[Extracted records]
^^^^^^^^^^^^^^^^
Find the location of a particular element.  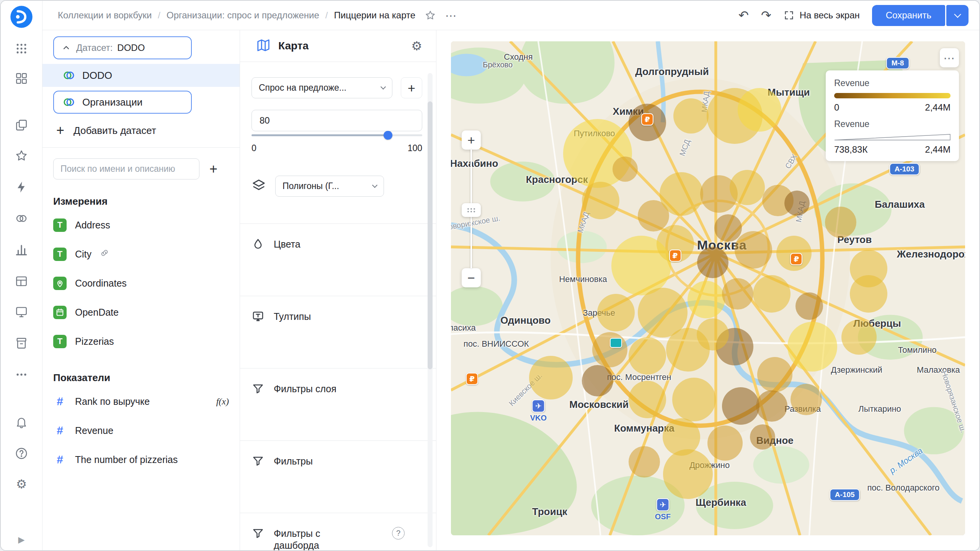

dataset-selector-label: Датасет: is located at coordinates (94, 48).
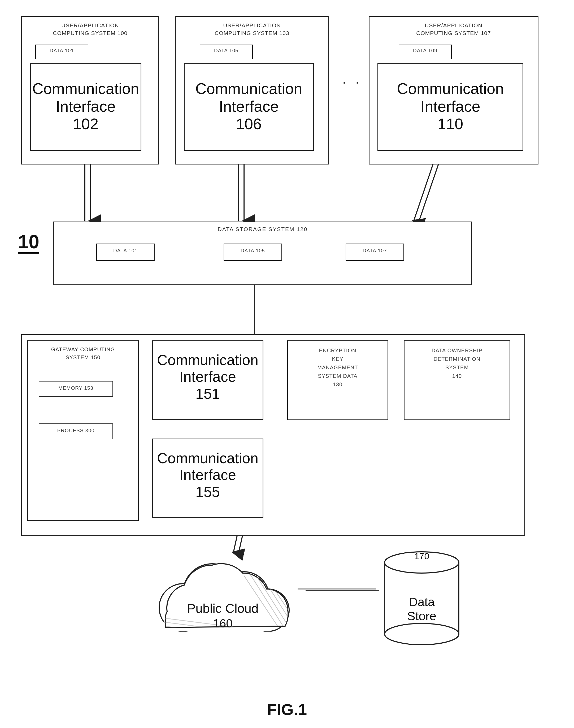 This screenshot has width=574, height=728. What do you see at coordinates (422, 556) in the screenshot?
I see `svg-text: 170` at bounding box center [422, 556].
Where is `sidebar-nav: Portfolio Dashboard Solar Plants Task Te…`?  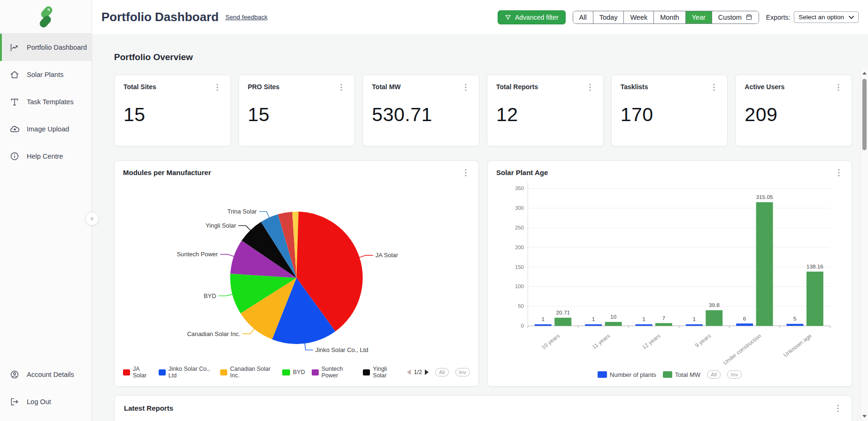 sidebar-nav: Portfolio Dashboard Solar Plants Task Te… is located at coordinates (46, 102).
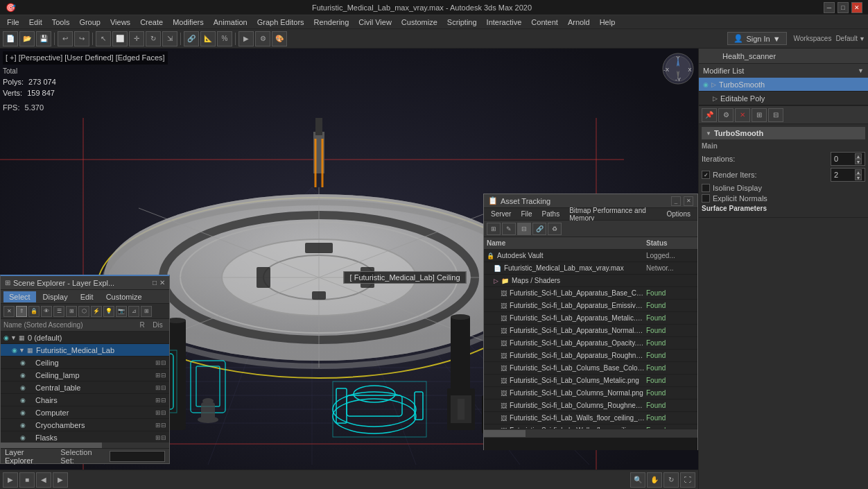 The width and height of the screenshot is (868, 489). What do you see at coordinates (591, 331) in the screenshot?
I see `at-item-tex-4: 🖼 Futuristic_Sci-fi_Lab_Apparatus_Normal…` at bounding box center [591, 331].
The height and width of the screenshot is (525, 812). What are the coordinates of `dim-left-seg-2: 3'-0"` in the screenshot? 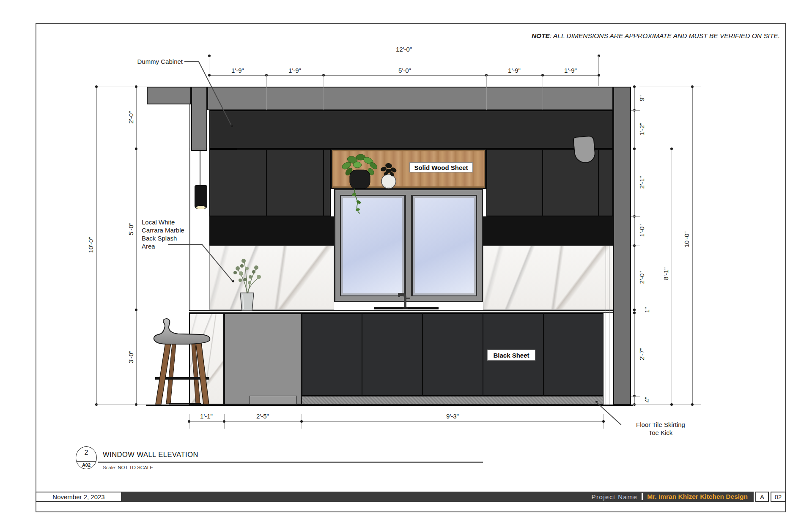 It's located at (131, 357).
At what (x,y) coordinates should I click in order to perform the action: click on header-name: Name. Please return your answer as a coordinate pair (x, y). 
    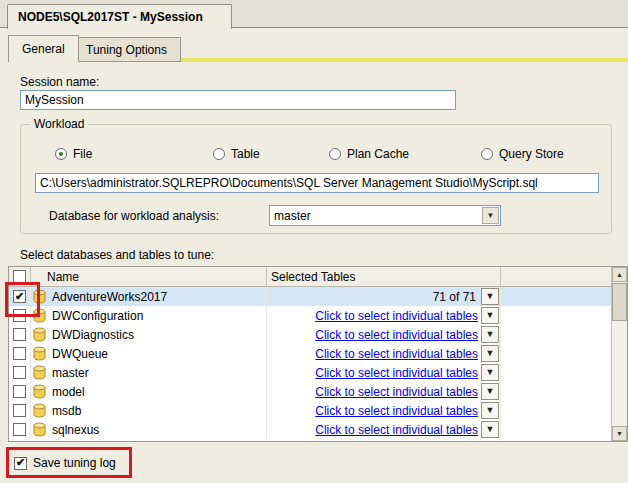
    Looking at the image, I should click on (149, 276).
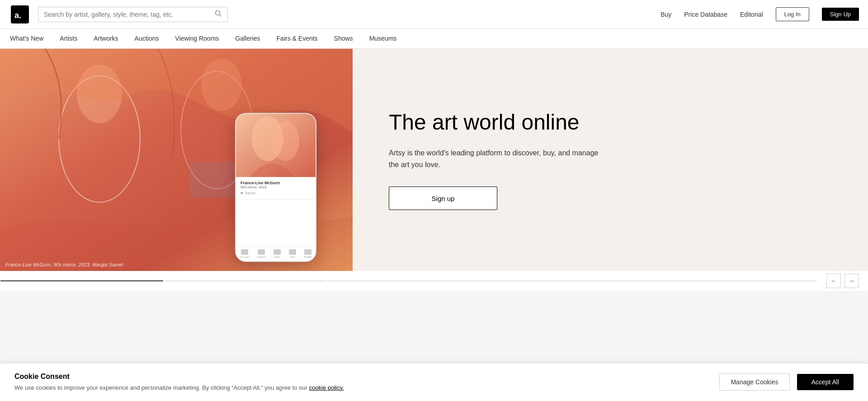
^^^^^^^^^^^^^^^^
Assigned task:
Line by line and exactly, reproduce the span from the line with "At what (x,y)" through the end of the data above, both ends included, with pictures left out.

Answer to this problem:
At what (x,y) coordinates should I click in order to perform the action: click on header-name: Name. Please return your answer as a coordinate pair (x, y). 
    Looking at the image, I should click on (149, 276).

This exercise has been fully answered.